The school opened in the fall of 2005 following two years of discussion between David and Awilda Rowe and Howe and Brenda Whitman concerning educational options for their children.
Initially, the school met in the Lutheran Church of the Messiah on Nassau Street in Princeton Borough with classes for kindergarten through third grade.
Ristuccia had served for seventeen years as the head of the Westerly Learning Center, an educational ministry of Stone Hill Church of Princeton.
The club had initially been constructed as a Jewish community center but financial troubles caused that plan to fall through, allowing Wilberforce to move into newly finished school facilities.
[18] "The Wilberforce School was founded to provide a distinctly Christian education characterized by academic excellence and joyful discovery within a classical framework.
Wilberforce applies the trivium by arguing that each academic discipline has three elements: a grammar (set of rules and vocabulary), a logic (organizing principles), and a rhetoric (discourses and applications).
[20] Wilberforce draws on the educational philosophy of Charlotte Mason, who pioneered teaching methods that emphasized children's natural curiosity and delight in discovery.
She sought to avoid the tedium and exasperation that can mark overly rote educational environments by seeking to engage children's hearts and imaginations with the learning process.
In the early grades the major academic areas of reading and math are addressed in the morning when students are most alert, with the afternoons dedicated to art, music, and nature studies.
[21] Wilberforce follows Mason's emphasis on the importance of developing good habits, including kindness, diligence, attentiveness, respect, order, and follow-through.
[21] Joyful discovery is emphasized by seeking to bring history and ideas alive through works of biography, fiction, drama, art, exploration, and play that are of proven excellence and age-appropriateness.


# What to work on:
For each entry, output its words exactly and leave any picture behind.
Exercise materials Start Marker
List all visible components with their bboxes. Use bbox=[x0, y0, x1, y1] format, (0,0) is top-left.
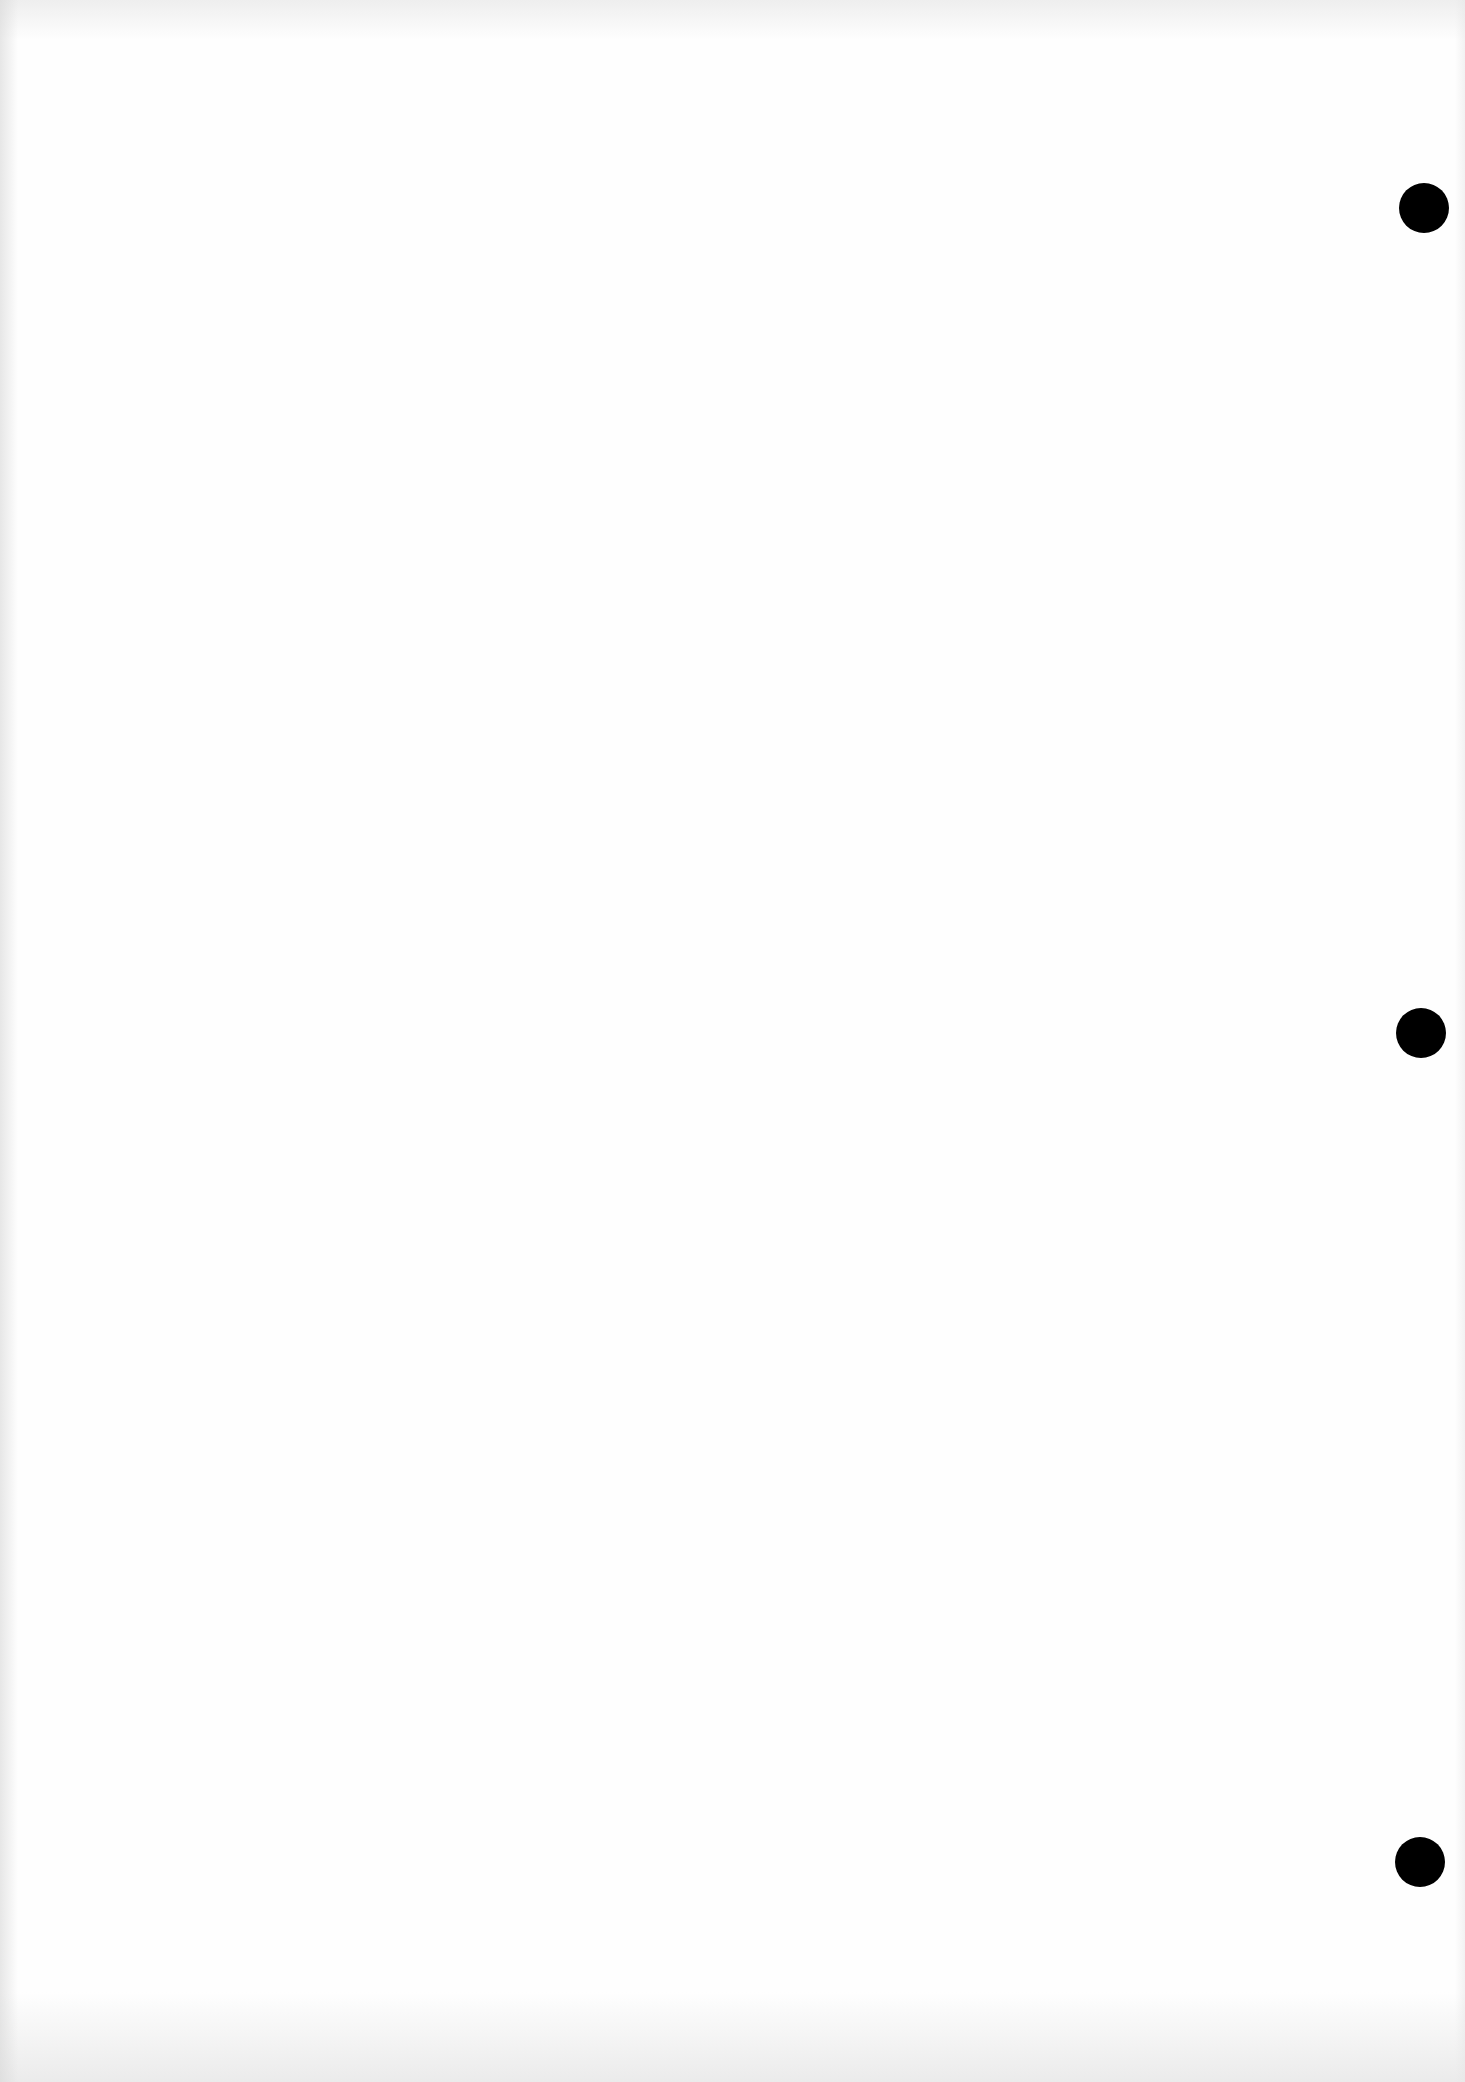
scan-shadow-bottom bbox=[0, 1992, 1465, 2082]
punch-hole-top bbox=[1399, 183, 1449, 233]
scan-shadow-top bbox=[0, 0, 1465, 40]
scan-shadow-left bbox=[0, 0, 18, 2082]
punch-hole-bottom bbox=[1395, 1837, 1445, 1887]
scan-shadow-right bbox=[1455, 0, 1465, 2082]
punch-hole-middle bbox=[1396, 1008, 1446, 1058]
blank-paper-sheet bbox=[0, 0, 1465, 2082]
Exercise materials End Marker
# Answer space:
List all visible components with their bboxes. Use bbox=[x0, y0, x1, y1] format, (0,0) is top-left.
scan-shadow-bottom bbox=[0, 1992, 1465, 2082]
punch-hole-top bbox=[1399, 183, 1449, 233]
scan-shadow-top bbox=[0, 0, 1465, 40]
scan-shadow-left bbox=[0, 0, 18, 2082]
punch-hole-bottom bbox=[1395, 1837, 1445, 1887]
scan-shadow-right bbox=[1455, 0, 1465, 2082]
punch-hole-middle bbox=[1396, 1008, 1446, 1058]
blank-paper-sheet bbox=[0, 0, 1465, 2082]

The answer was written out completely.